Khadre sighed. “I think I’ll be all right, too. I just wanted to tell you something.”

“What?”

“Viktur and I are going to have a baby.”

Sirra’s eyes widened. “Really? A girl or a boy?” She did not ask how.

“I thought I’d have a boy. For him.”

Sirra nodded. “Yes. A boy will be good.”

The two did not speak for a few seconds, then Sirra said, “I was thinking about the boat. And the fish. I want to go back there.”

“We will, Sirra. We still have a lot to learn from the sea-creatures.”

“Khadre?”

“Yes?”

“Shouldn’t they have a name?”

“I guess so. Do you want to name them?”

“Uh, well, I thought that Viktur should get to name them. He found them, didn’t he?”

Khadre nodded. She felt emotion welling inside her and did not want to speak.

“So I think we should call them ‘Vikturs’ or something. Or maybe ‘Vicks.’

Khadre smiled. “How about V-i-x?”

Sirra nodded slowly. “Yes. Vix. I think he would have liked that.”

Khadre got up from the ground and rubbed her knees. “Well, I have to go. But I promise I will come back.”

“Will you take me with you when you go back to see the vix?”

“I promise.”

Sirra hugged her again for a long time.

“She wants to go with me on the next expedition,” Khadre said to Yallia as they sat over strong tea in the Assembly room.

Yallia nodded. “I see no harm in that.”

Khadre sipped her drink and added more salgar. “Madame Prime,” she began carefully, “I have been thinking about what happened out there.”

“Yes?”

“The rescue. The flyer malfunction.”

“Don’t you believe in luck, Khadre?” Yallia said with a smile.

Khadre smiled back. “No, ma’am. Not when I can explain it away in other ways. I have been thinking that both events are connected.”

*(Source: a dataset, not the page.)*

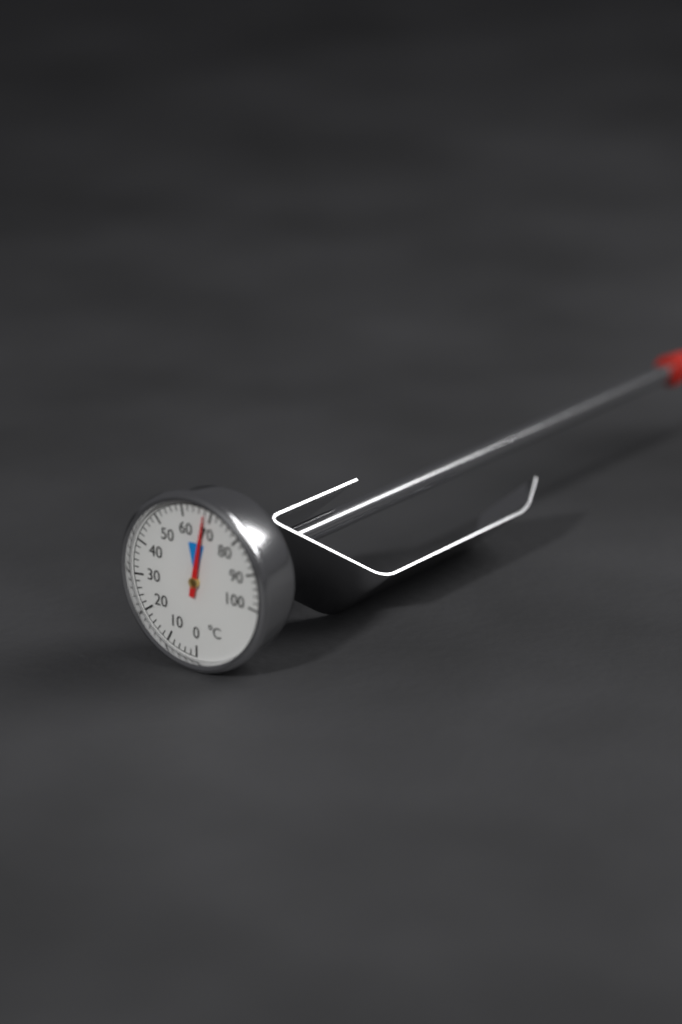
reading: 68 °C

“How so? And stop calling me ‘ma’am.’”

Khadre blushed. “Sorry. Well, first I thought the vix were doing something with their sonar, but—”

“Vix?”

Khadre looked up from her cup sheepishly. “Oh, uh, that’s a name Sirra thought up for the sea-creatures. Their official name in the taxonomy is “Neocetacean-octopii Ljarbazzii.”

“Vix is better,” Yallia said.

“I agree. I was thinking they had something to do with it, but….”

“What?”

“Well, there’s no way I can imagine their sonar reaching far enough to be heard by the harbormaster’s station. And even if somehow they could focus their sonar to reach such distances, how could Del have interpreted the message? So I don’t see how it could have been the vix.”

“No. It wasn’t.”

Khadre looked up sharply. “You have an idea?”

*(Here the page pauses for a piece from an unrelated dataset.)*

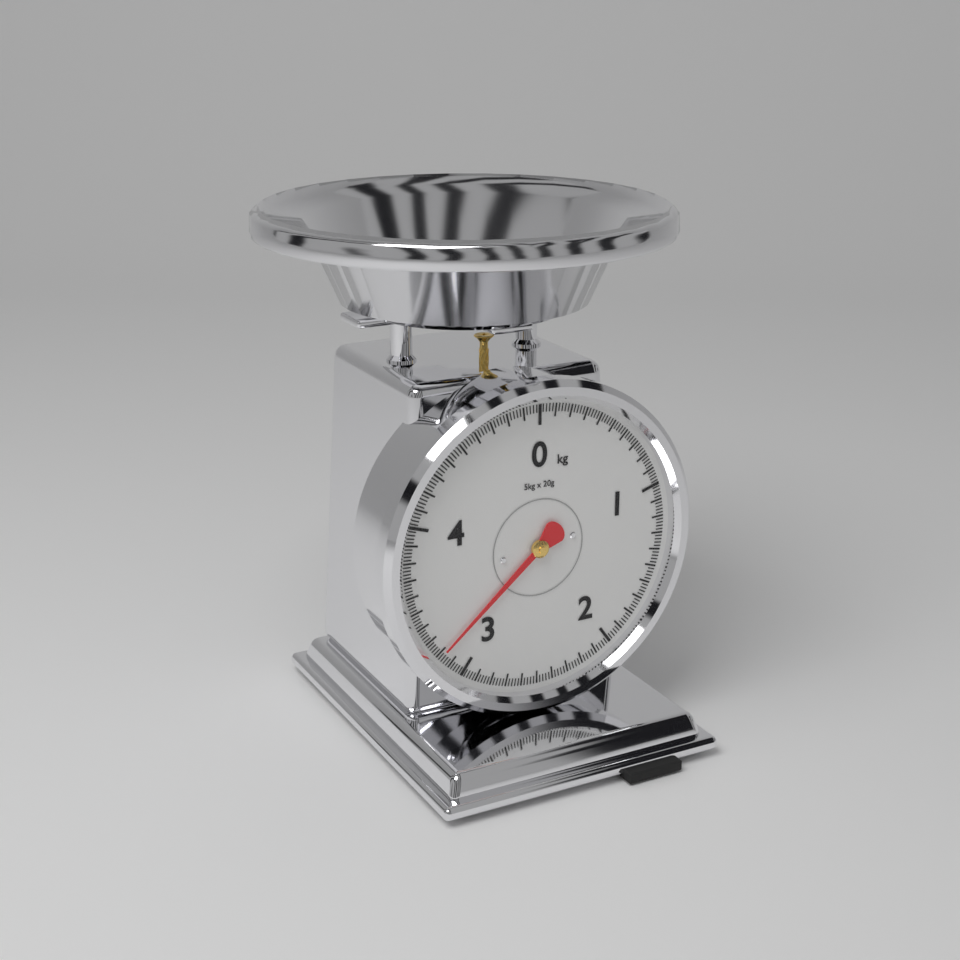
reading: 3.18 kg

Yallia sighed quickly. “Khadre, I hesitate to tell you this, because I am frankly not sure what you youngsters will do with the knowledge.”

Khadre looked at her in astonishment but did not interrupt.

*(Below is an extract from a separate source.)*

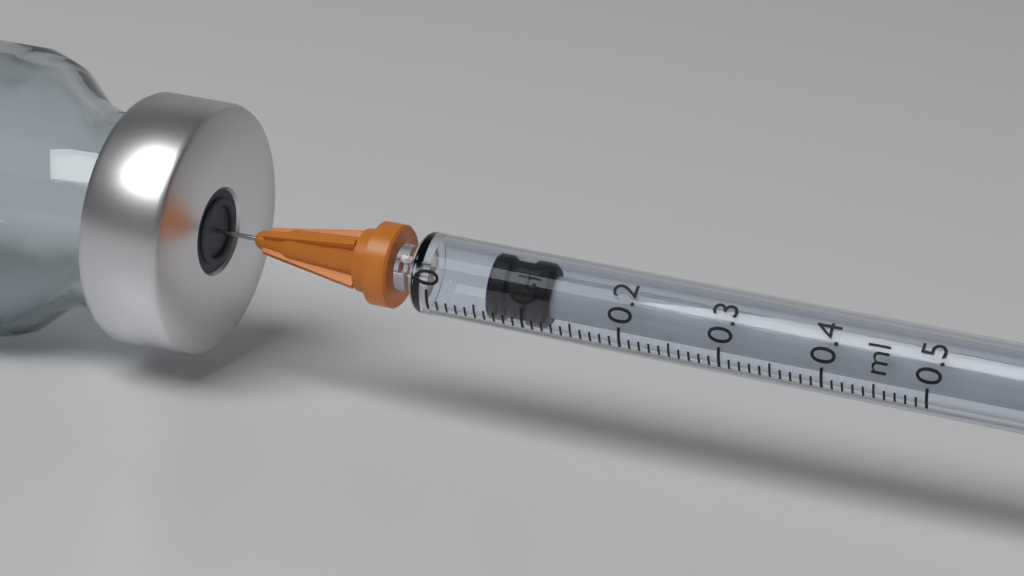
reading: 0.06 ml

“You have heard the stories, I’m sure, but how many of you believe them?”

“Stories?”

Yallia looked up briefly, then focused her eyes back on Khadre. “You know, of course, that the first voyage launched to this planet was the second to get here. The
Odyssey
arrived here about thirty-five, thirty-six years ago, long after the
Argo
had already colonized. The
Argo
had been dismantled to provide raw materials for the colony. When the
Odyssey
arrived, it was not needed any longer. It was stripped, but a section of it was left in orbit.”

Khadre nodded. “Of course I’ve heard that. So? It’s just an empty hulk up there, right?”

Yallia cursed under her breath. She herself had long ago emphasized to the other Originals that the history of the Family began with their exile from the Domes, and therefore all other history need not be taught or studied. There had been no formal ban on study, but most of the Family chose not to examine the past too closely. History had turned to legend and was already on its way toward myth. Yallia had often felt pangs of regret at the loss, but she saw too much danger in a connection to a recent past. When the crisis was past, she had often told herself, historians could once again study what they wished.

Yallia answered Khadre’s question with a sigh. “No. It’s still staffed. My grandmother visited it about twenty-four years ago. I think they are still watching us.”